Opinion
No. 2:13-cv-01282-KJM-AC
03-30-2015
ORDER
Manpower Inc. requests the court clarify or reconsider its order granting the plaintiffs' motion for class certification. Mot. Recons., ECF No. 204. Manpower seeks assurances that order did not certify a class against it. Plaintiffs argue in opposition that Manpower's silence to date on class certification was strategic and should be construed as an admission that certification against it is proper. Opp'n 1-2, ECF No. 206. Manpower has replied. ECF No. 208. After considering the parties' briefing, the court took the matter under submission without holding a hearing and now grants the motion.
This action was removed to this court in June 2014 after the California court granted the plaintiffs leave to join Manpower and other defendants. Not. Removal 1, ECF No. 2. The complaint was amended after removal. Sixth Am. Compl., ECF No. 33. Before Manpower filed a responsive pleading, defendant Taylor Farms Pacific, Inc. filed a motion to dismiss, ECF No. 13, which the court granted in part and denied in part, ordering the plaintiffs to file a seventh amended complaint, Order, ECF No. 76. Manpower requested and received leave to file a responsive pleading twenty-one days after filing of the seventh amended complaint. Stip. & Prop. Order, ECF No. 90; Minute Order, ECF No. 91. Manpower filed a motion to dismiss on November 25, 2013. ECF No. 121.

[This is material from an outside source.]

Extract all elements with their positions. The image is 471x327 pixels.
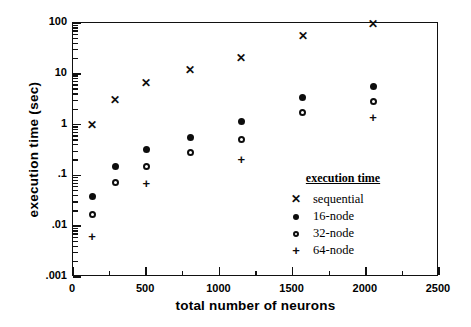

In the meantime, the plaintiffs had filed a motion for class certification on October 4, 2013. ECF No. 56. The plaintiffs' motion for class certification did not specifically address the certification of any class action against Manpower. Manpower did not oppose that motion. The plaintiffs' reply brief does refer to Manpower, although not by name:
Two of the [f]our labor agencies named as Co-Defendants decided not to file an opposition to Plaintiffs' motion for class certification, and there is good reason. Frankly, Defendants Abel Mendoza Inc. and Slingshot Connections ignore their duty to obtain wages owed to the putative class members who worked for them by opposing this motion for class certification. In addition, they ignore case law where the joint employer doctrine was certified with respect to the very types of claims in this action. Thus, the claims should be certified against the Co-Defendants as well.Reply Class Cert. 15:13-20, ECF No. 112 (citation omitted). The motion for class certification was granted in part on February 10, 2015. Order, ECF No. 200. The court's order does not mention Manpower except to cite its April 2014 motion to dismiss and later joinder in TFP's motion for summary judgment. Id. at 3 & n.3.
"Parties seeking class certification bear the burden of demonstrating that they have met each of the four requirements of Federal Rule of Civil Procedure 23(a) and at least one of the requirements of Rule 23(b)." Ellis v. Costco Wholesale Corp., 657 F.3d 970, 979-80 (9th Cir. 2011). Until that showing, no departure is made from the rule "that litigation is conducted by and on behalf of the individual named parties only." Wal-Mart Stores, Inc. v. Dukes, 131 S. Ct. 2541, 2550 (2011) (citations and internal quotation marks omitted).
Here, because the plaintiffs have not yet carried this burden as to Manpower, the court clarifies its previous order does not certify any class against Manpower. The plaintiffs cannot have carried their burden by indirect reference in their reply brief only. Neither does Manpower impliedly consent to certification by remaining silent in the face of a motion presenting no evidence or argument against it. Nevertheless, to the extent the court's order denied certification for lack of sufficient evidence, it did so without prejudice. Order Feb. 10, 2015, at 43:6-16. A renewed motion may therefore present evidence in pursuit of class certification against Manpower.
IT IS SO ORDERED. DATED: March 30, 2015.